When the three writers entered the suite, they found Kennedy at the window of the living room, staring out at Grant Park. They could hear faint strains of the music playing over the loudspeakers from the stage that had been set up at the park’s Buckingham Fountain: Country Joe and the Fish’s “I Feel Like I’m Fixin’ to Die Rag.”
“We just came from the park,” they told him.
“Who’s over there?” he asked.
“A real mix,” Hamill said. “Some hard-core types—Mao jackets, Vietcong flags. Some of them are looking for another summer of love. There was a dustup over the Czech invasion; Bill Kuntsler was arguing that no one should criticize a ‘socialist’ country, but there were a few signs that said ‘the pig is the same all over the world.’ Jerry Rubin’s telling them to kill their parents. Abbie’s threatening to send ‘an army of studs’ to the convention to seduce the wives of the delegates.”

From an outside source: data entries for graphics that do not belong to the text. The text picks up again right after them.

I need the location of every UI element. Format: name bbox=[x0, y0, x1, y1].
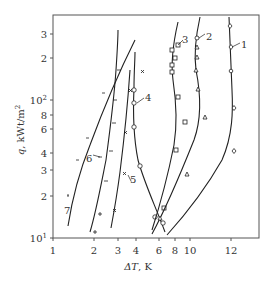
y-tick-label: 6 bbox=[41, 124, 47, 135]
x-tick-label: 3 bbox=[115, 245, 121, 256]
curve-1-line bbox=[167, 17, 232, 235]
y-tick-label: 2 bbox=[41, 191, 47, 202]
x-tick-label: 6 bbox=[156, 245, 162, 256]
curve-6-line bbox=[90, 30, 118, 232]
curve-5-label: 5 bbox=[130, 174, 136, 185]
y-tick-label: 8 bbox=[41, 110, 47, 121]
x-tick-label: 8 bbox=[172, 245, 178, 256]
curve-7-label: 7 bbox=[64, 205, 70, 216]
curve-4-label: 4 bbox=[145, 92, 151, 103]
y-tick-label: 4 bbox=[41, 148, 47, 159]
x-tick-label: 10 bbox=[184, 245, 197, 256]
curve-1-label: 1 bbox=[241, 39, 247, 50]
curve-3-label: 3 bbox=[182, 34, 188, 45]
series-1: 1 bbox=[167, 17, 247, 235]
series-5: 5 bbox=[111, 70, 144, 228]
x-tick-label: 2 bbox=[91, 245, 97, 256]
x-axis-title: ΔT, K bbox=[123, 261, 152, 272]
series-4: 4 bbox=[132, 52, 165, 232]
curve-6-label: 6 bbox=[86, 153, 92, 164]
y-tick-label: 3 bbox=[41, 29, 47, 40]
x-tick-label: 4 bbox=[133, 245, 139, 256]
y-axis-title: q, kWt/m2 bbox=[14, 105, 26, 155]
x-axis: 1 2 3 4 6 8 10 12 ΔT, K bbox=[50, 238, 238, 272]
plot-frame bbox=[53, 15, 259, 238]
y-tick-label: 3 bbox=[41, 165, 47, 176]
chart: 1 2 3 4 6 8 10 12 ΔT, K 101 2 3 4 6 8 10… bbox=[0, 0, 274, 286]
y-tick-label: 2 bbox=[41, 53, 47, 64]
x-tick-label: 12 bbox=[225, 245, 238, 256]
y-tick-label: 101 bbox=[30, 232, 47, 244]
y-axis: 101 2 3 4 6 8 102 2 3 q, kWt/m2 bbox=[14, 29, 53, 244]
curve-4-line bbox=[134, 52, 165, 232]
series-3: 3 bbox=[152, 22, 188, 230]
y-tick-label: 102 bbox=[30, 94, 47, 106]
curve-2-label: 2 bbox=[206, 31, 212, 42]
x-tick-label: 1 bbox=[50, 245, 56, 256]
curve-3-line bbox=[152, 22, 178, 230]
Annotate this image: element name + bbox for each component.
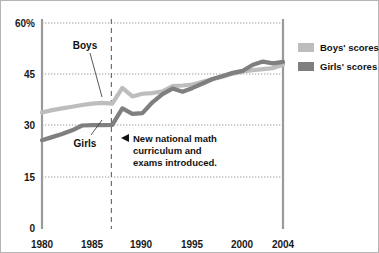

“They don’t seem to be big fans of yours,” Breslin said, goading him. “A couple of them said if I ran into you, make sure I ask you why you’re afraid to come out and meet them face-to-face.”
Kennedy nodded; then, as he so often did, said nothing, just kept looking out over Michigan Avenue to Grant Park. Dave Hackett, his oldest friend and chief delegate hunter, looked up from the desk he was working at over on the far side of the living room. There was a distinct edge in his voice.